The premise of the first X-Men movie pitted the X-Men, an organization and academy of good-hearted mutants led by the peaceful Professor X (Patrick Stewart), against the Brotherhood of Mutants, whose Reich-like notion of eliminating humans and establishing mutant rule threatened all of the world. X-Men did an excellent job providing necessary backstory and introducing characters such as Wolverine (Hugh Jackman), the amnesiac loner with steel knives in his knuckles; Dr. Jean Grey (Famke Janssen), the X-Men den mother with vast telepathic and telekinetic powers; Storm (Halle Berry), who is able to generate and control weather; and Rogue (Anna Paquin), the tragic young woman who can suck the life from a person with a mere touch. X-Men part one was brimming with action, though it emphasized character development over fancy fistfights. Besides, when your characters can shoot laser beams from their eyes (the aforementioned Cyclops) and shape-shift into any other person on earth (Mystique, played by Rebecca Romijn-Stamos), you don't have to dream up much more in the way of razzle-dazzle. This allows room for the film's story line. X2 follows the same path, forgoing excessive sweaty violence for richly imaginative narrative. And the screenplay, by Michael Dougherty and Daniel Harris, is great; it would have been disastrous for the filmmakers not to rely on it.

X2 opens with the mutant Nightcrawler (Alan Cumming) deftly invading the White House. He's a teleporter, evading throngs of gun-wielding CIA agents by disappearing in a dark mist, achieved with a tasteful dollop of CGI. After summarily drop-kicking the government thugs in the Oval Office, Nightcrawler ends up pinning the president on his desk and stabbing something into its walnut veneer. It is a knife with a red ribbon attached. The ribbon reads, "Mutant Freedom Now."

After this scene, X2's plot is quickly revealed. Stunned by what he now perceives as an imminent mutant threat, the president grants a powerful military scientist, General William Stryker, permission to invade the X-Men compound--a school for young mutants--and simply question them. Thanks to a reactionary media, America is turning against and protesting mutants, making the country ripe for an all-out mutant/human war. This is good news to Stryker, who has some mutant bones to pick, so to speak, and is in the process of facilitating the mutants' total annihilation.

Meanwhile, the evil Magneto (Ian McKellen) is being held in a high-tech prison of plastic. (After all, considering Magneto's power to telekinetically manipulate metals, today's primitive iron jails wouldn't hold him.) Stryker himself is the mastermind behind the plastic--and as we soon see, he's the mastermind behind a lot more of the X-Men's impending foibles, subsequently forcing them to band with the Brotherhood of Mutants.

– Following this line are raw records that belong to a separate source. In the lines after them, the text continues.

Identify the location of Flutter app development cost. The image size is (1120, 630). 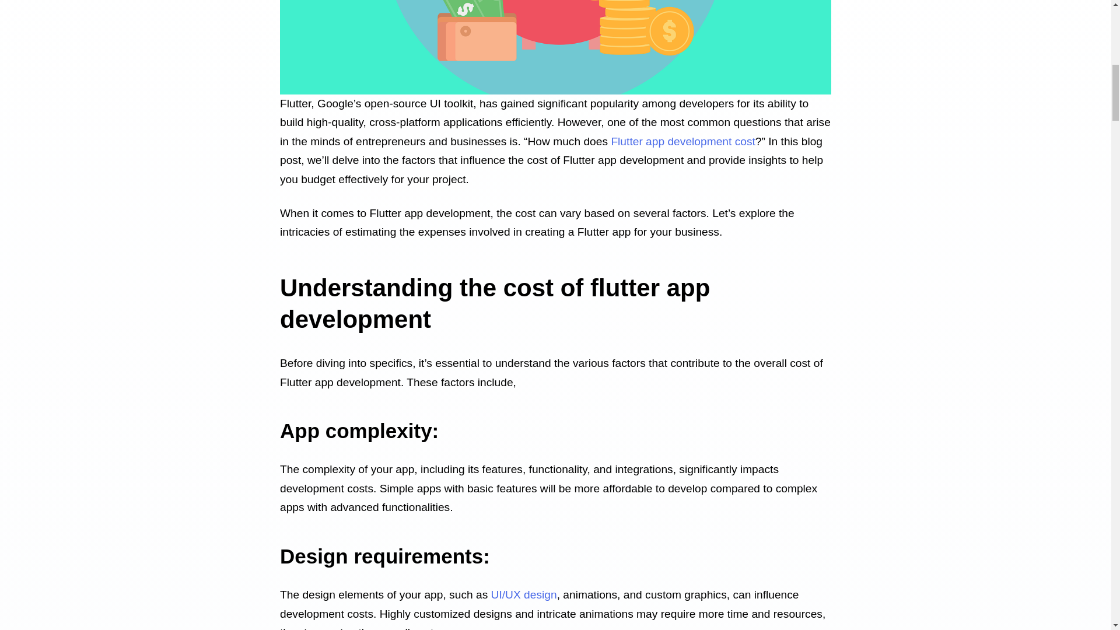
(682, 141).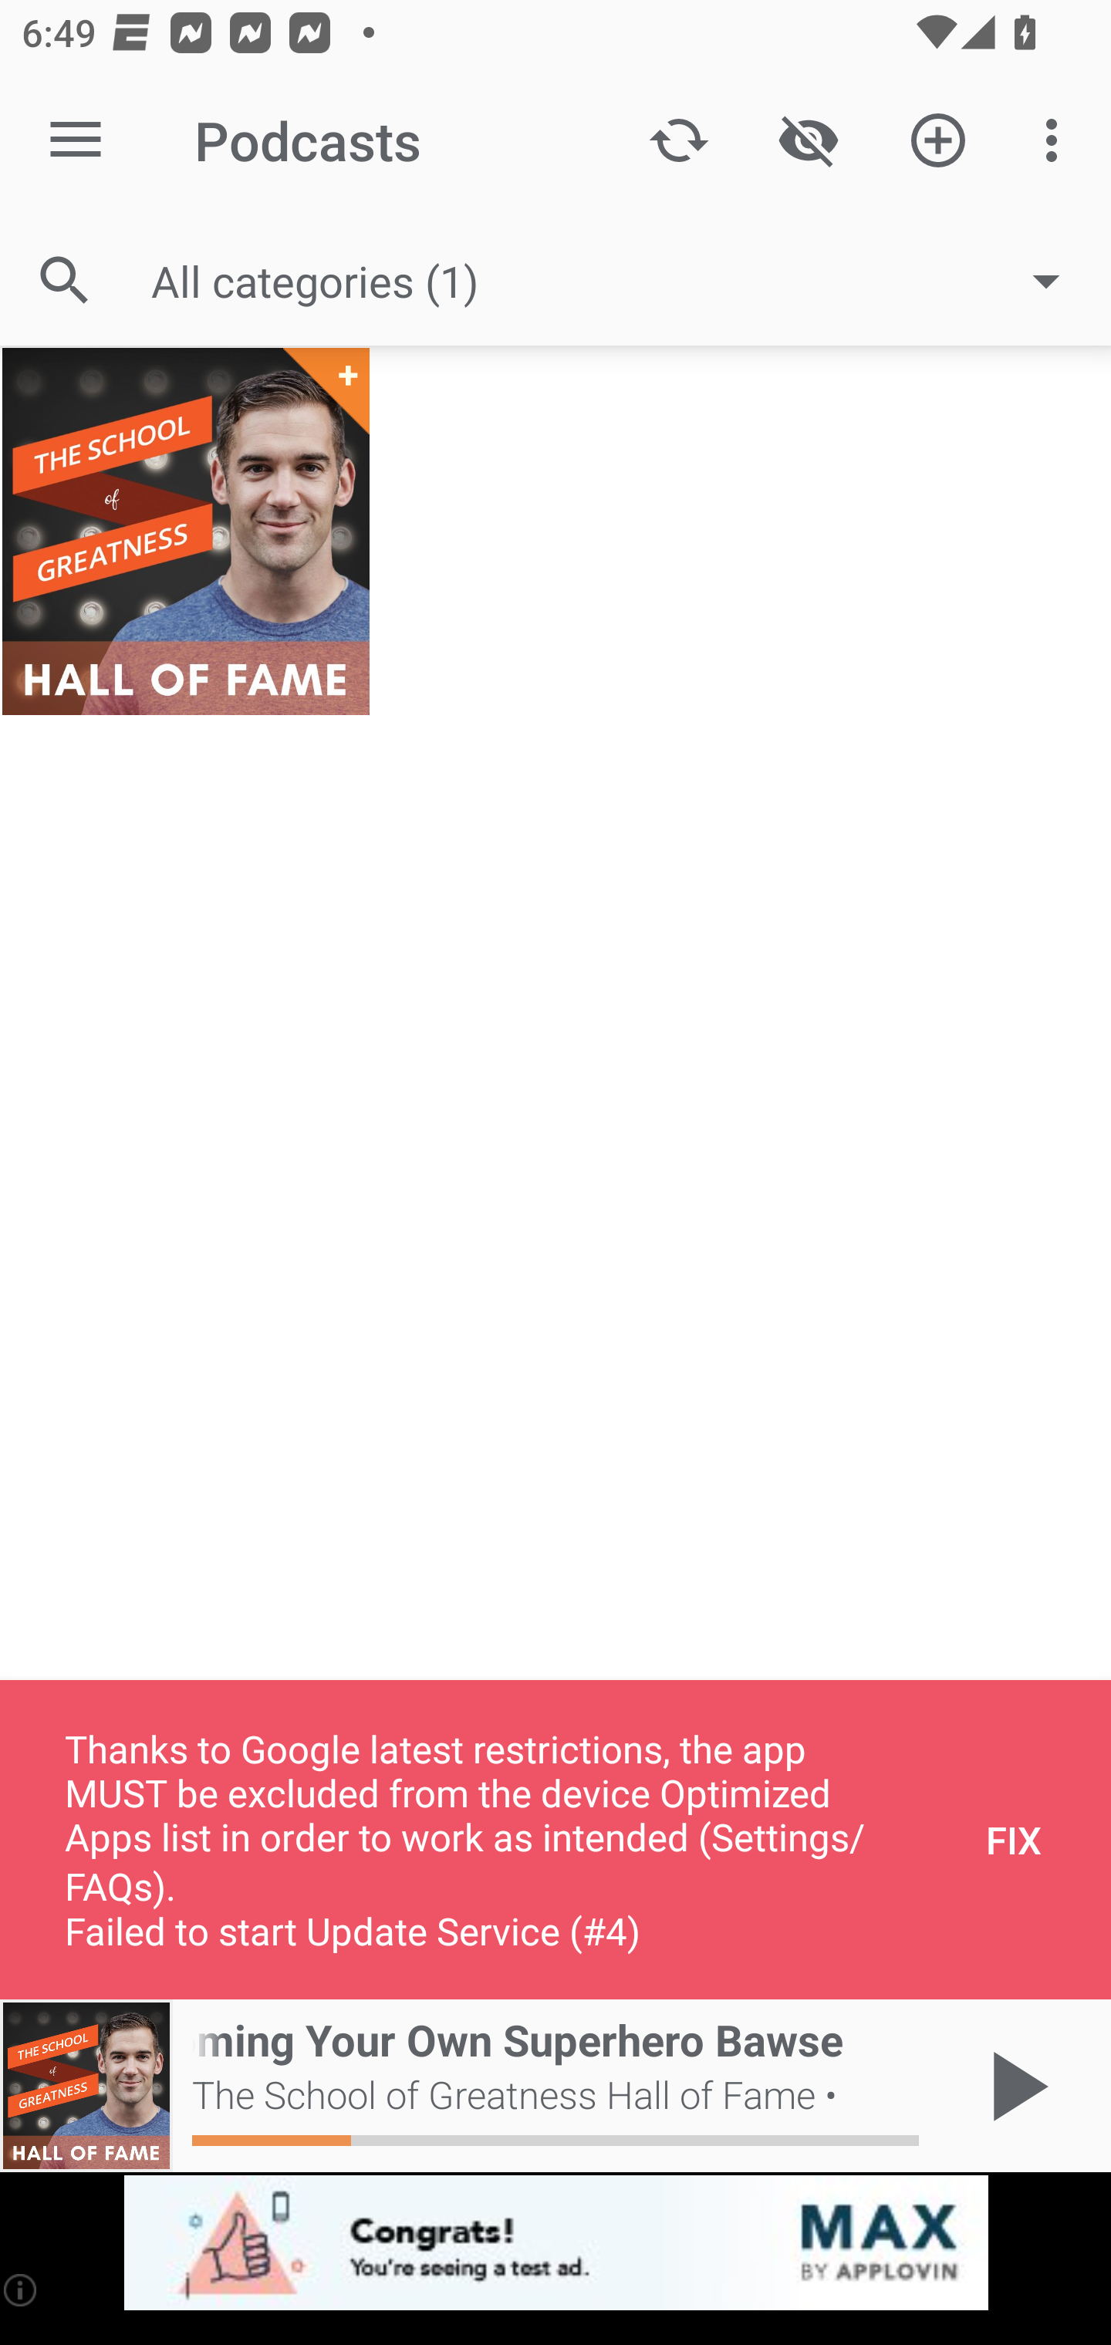 This screenshot has height=2345, width=1111. What do you see at coordinates (65, 280) in the screenshot?
I see `Search` at bounding box center [65, 280].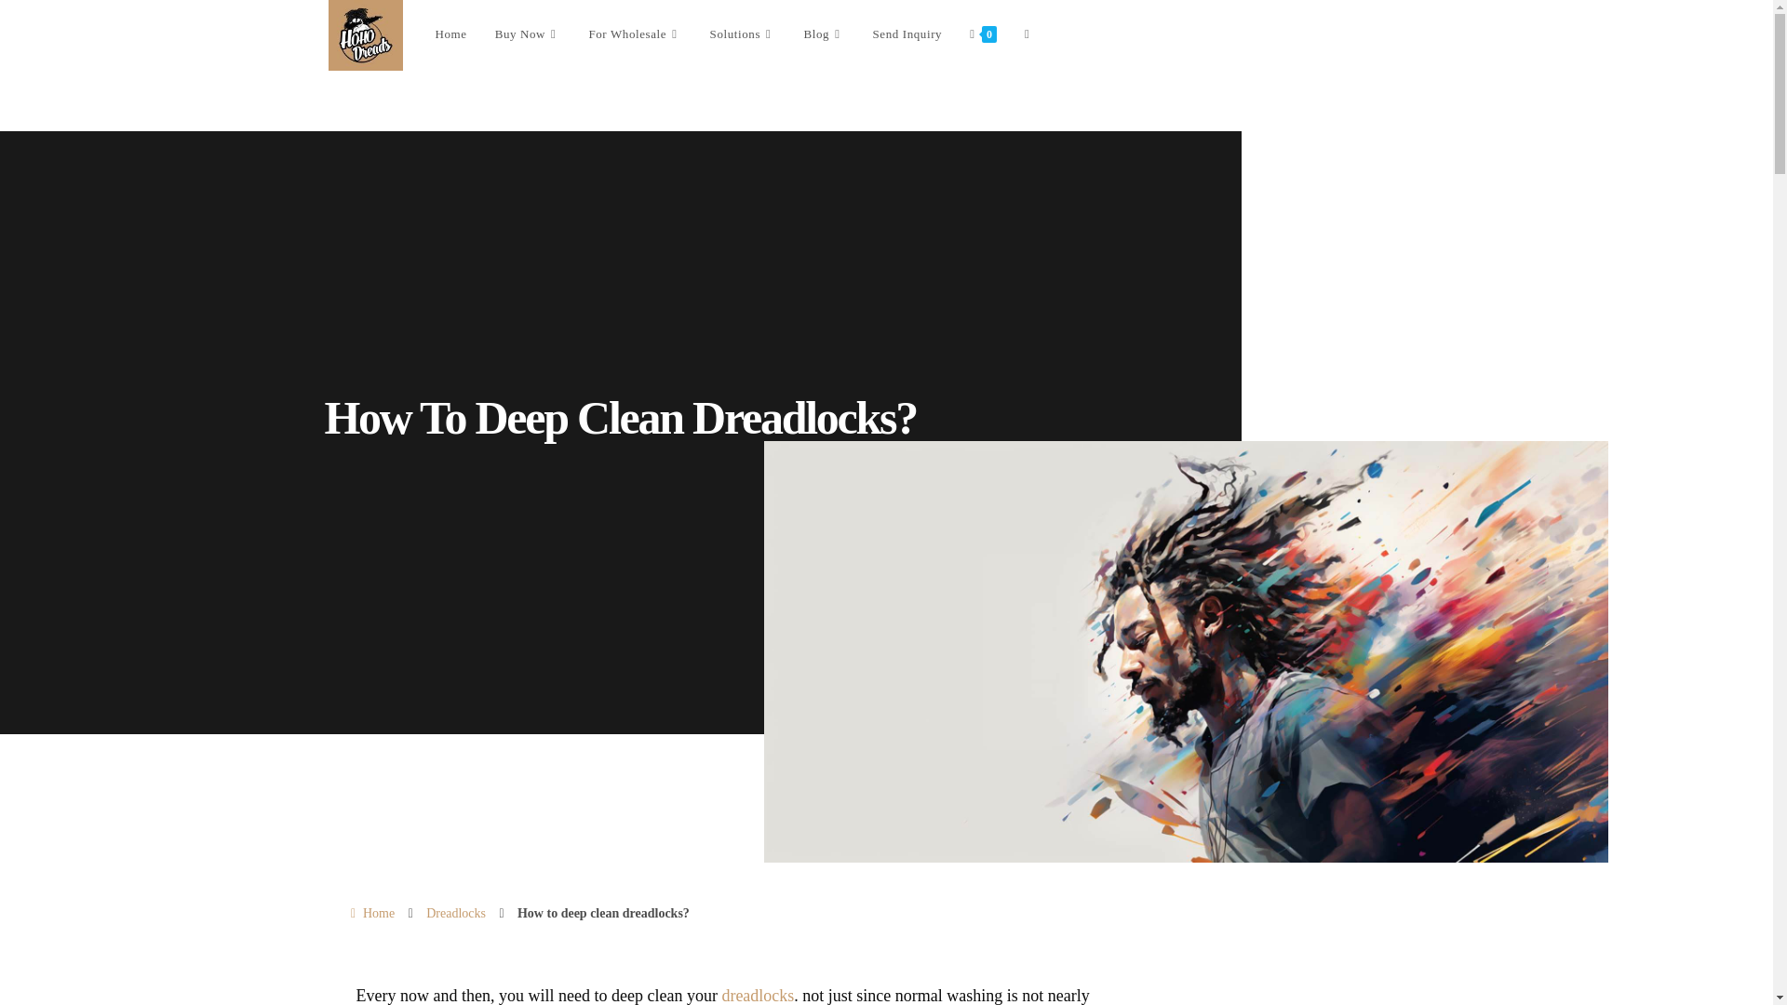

Though Halle Berry's blondeness is wrought by the worst-looking wig Hollywood has ever conjured, X-Men's computer graphics are superb. Minimal effects are blended with the natural scenery, and the makeup art is beyond phenomenal (Nightcrawler's archangel markings are both believable and beautiful), imbuing this very unrealistic tale with an element of realism. When you factor in the very human elements of persecution, morality, and acceptance, X2's world is brought to life even more spectacularly than the first X-Men film.

NOTE FOR NERDS: Inexplicably, the highly anticipated Gambit makes no appearance in this film. What the fuck?!